Derby remains a geographic touchstone for their touring schedule, with local appearances maintaining the connection to the city where the partnership originally formed. The group performs in both intimate club environments and larger festival stages, reflecting the versatility of a catalog spanning stripped-back percussive tracks to fuller productions with vocal hooks and melodic elements. This adaptability has allowed them to remain active performers across shifting trends in electronic music booking and promotion.
Why They Matter
Drumsound & Bassline Smith represent a specific model of electronic music sustainability: artist-owned labels, consistent release schedules, and long-term creative partnerships maintained without public drama or lineup changes. Running their own imprint gave the trio infrastructure to control mastering, artwork, and distribution without external interference. This independence allowed them to develop a recognizable sonic identity across multiple albums and EPs without trend-chasing dictated by market pressures.
Impact on drum and bass
The group’s willingness to release conceptual work across multiple parts, as well as compile retrospective collections, demonstrates a curatorial approach to their own catalog. These compilations served dual purposes: documenting institutional history and providing new listeners with curated entry points into the label’s output. Rather than treating older material as disposable, the trio treated their back catalog as an archive worth revisiting and contextualizing.

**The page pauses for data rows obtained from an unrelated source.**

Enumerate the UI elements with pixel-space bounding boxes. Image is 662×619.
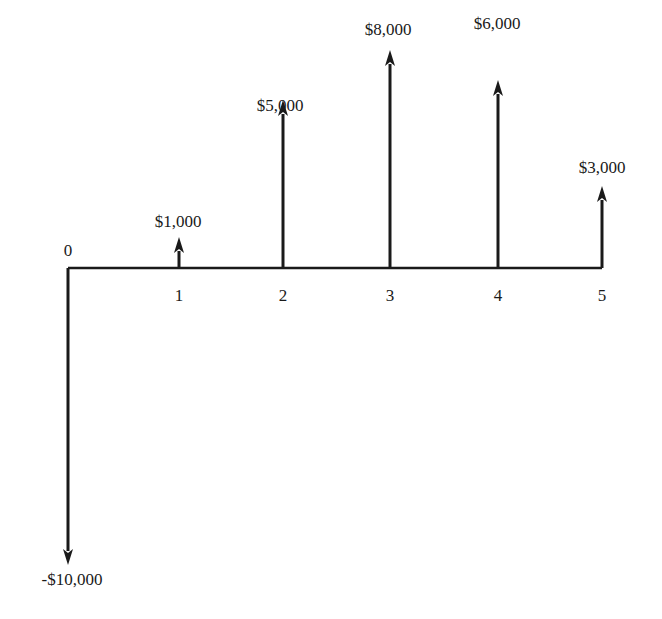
arrow-up-icon	[385, 50, 395, 66]
period-label-3: 3	[386, 286, 395, 306]
cash-flow-diagram	[0, 0, 662, 619]
period-label-4: 4	[494, 286, 503, 306]
cash-flow-label-4: $6,000	[474, 14, 521, 34]
cash-flow-label-3: $8,000	[365, 20, 412, 40]
cash-flow-label-0: -$10,000	[42, 570, 103, 590]
period-label-5: 5	[598, 286, 607, 306]
cash-flow-arrow-5	[597, 186, 607, 268]
cash-flow-arrow-0	[63, 268, 73, 565]
cash-flow-arrows	[63, 50, 607, 565]
cash-flow-arrow-1	[174, 237, 184, 268]
cash-flow-label-1: $1,000	[155, 212, 202, 232]
cash-flow-label-2: $5,000	[257, 96, 304, 116]
cash-flow-arrow-4	[493, 80, 503, 268]
cash-flow-arrow-2	[278, 100, 288, 268]
period-label-2: 2	[279, 286, 288, 306]
arrow-down-icon	[63, 549, 73, 565]
arrow-up-icon	[174, 237, 184, 253]
cash-flow-arrow-3	[385, 50, 395, 268]
arrow-up-icon	[493, 80, 503, 96]
cash-flow-label-5: $3,000	[579, 158, 626, 178]
period-label-1: 1	[175, 286, 184, 306]
period-label-0: 0	[64, 241, 73, 261]
arrow-up-icon	[597, 186, 607, 202]
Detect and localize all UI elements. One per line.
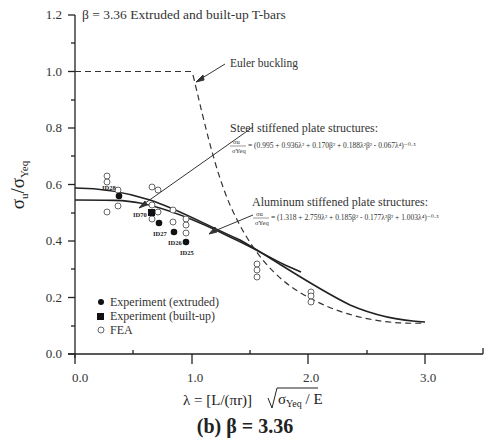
point-labels: ID28 ID70 ID27 ID26 ID25 [102, 184, 194, 256]
svg-text:1.0: 1.0 [187, 370, 203, 385]
svg-text:1.0: 1.0 [46, 64, 62, 79]
legend-builtup-marker [97, 313, 104, 320]
svg-text:0.2: 0.2 [46, 290, 62, 305]
svg-text:FEA: FEA [110, 323, 133, 337]
steel-equation: σu σYeq = (0.995 + 0.936λ² + 0.170β² + 0… [230, 138, 416, 154]
svg-text:σu: σu [256, 210, 264, 217]
svg-text:σYeq: σYeq [232, 147, 246, 154]
x-axis-label: λ = [L/(πr)] σYeq / E [183, 388, 323, 409]
svg-text:2.0: 2.0 [303, 370, 319, 385]
svg-text:σu/σYeq: σu/σYeq [7, 160, 30, 209]
svg-text:Experiment (extruded): Experiment (extruded) [110, 295, 219, 309]
svg-text:0.4: 0.4 [46, 233, 63, 248]
svg-text:ID27: ID27 [153, 230, 167, 237]
legend: Experiment (extruded) Experiment (built-… [97, 295, 219, 337]
svg-text:σu: σu [233, 138, 241, 145]
svg-text:= (1.318 + 2.759λ² + 0.185β² -: = (1.318 + 2.759λ² + 0.185β² - 0.177λ²β²… [271, 213, 439, 222]
svg-text:= (0.995 + 0.936λ² + 0.170β² +: = (0.995 + 0.936λ² + 0.170β² + 0.188λ²β²… [248, 141, 416, 150]
chart: 0.0 0.2 0.4 0.6 0.8 1.0 1.2 0.0 1.0 2.0 … [0, 0, 493, 439]
svg-text:ID28: ID28 [102, 184, 116, 191]
y-axis [68, 15, 75, 358]
svg-text:1.2: 1.2 [46, 7, 62, 22]
svg-text:ID25: ID25 [180, 249, 194, 256]
aluminum-title: Aluminum stiffened plate structures: [252, 195, 428, 209]
aluminum-equation: σu σYeq = (1.318 + 2.759λ² + 0.185β² - 0… [253, 210, 439, 226]
svg-text:Experiment (built-up): Experiment (built-up) [110, 309, 215, 323]
svg-text:ID26: ID26 [168, 239, 182, 246]
x-tick-labels: 0.0 1.0 2.0 3.0 [72, 370, 436, 385]
svg-text:0.0: 0.0 [72, 370, 88, 385]
figure-caption: (b) β = 3.36 [197, 415, 293, 438]
legend-extruded-marker [98, 299, 104, 305]
x-axis [68, 348, 483, 364]
steel-title: Steel stiffened plate structures: [230, 121, 378, 135]
chart-title: β = 3.36 Extruded and built-up T-bars [82, 7, 286, 22]
svg-text:σYeq / E: σYeq / E [278, 391, 323, 409]
y-tick-labels: 0.0 0.2 0.4 0.6 0.8 1.0 1.2 [46, 7, 63, 361]
svg-text:3.0: 3.0 [420, 370, 436, 385]
fea-points [104, 173, 314, 305]
svg-text:λ = [L/(πr)]: λ = [L/(πr)] [183, 392, 252, 409]
svg-text:σYeq: σYeq [255, 219, 269, 226]
legend-fea-marker [98, 327, 104, 333]
euler-label: Euler buckling [230, 57, 298, 70]
y-axis-label: σu/σYeq [7, 160, 30, 209]
experiment-builtup-point [148, 209, 155, 216]
svg-text:0.6: 0.6 [46, 177, 63, 192]
svg-text:0.8: 0.8 [46, 120, 62, 135]
svg-text:ID70: ID70 [133, 211, 147, 218]
svg-text:0.0: 0.0 [46, 346, 62, 361]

A chance meeting at a club night converted a casual encounter into a creative enterprise that has outlasted many contemporaries in the British electronic music scene. The longevity stems from a clear division of labor: two producers focused on the technical demands of breakbeat programming and bass design, paired with a frontman capable of translating studio energy into live performance. This practical arrangement has kept the project active across eras that saw many similar acts disband or fade from view, maintaining relevance through consistent output rather than constant reinvention or personnel shifts.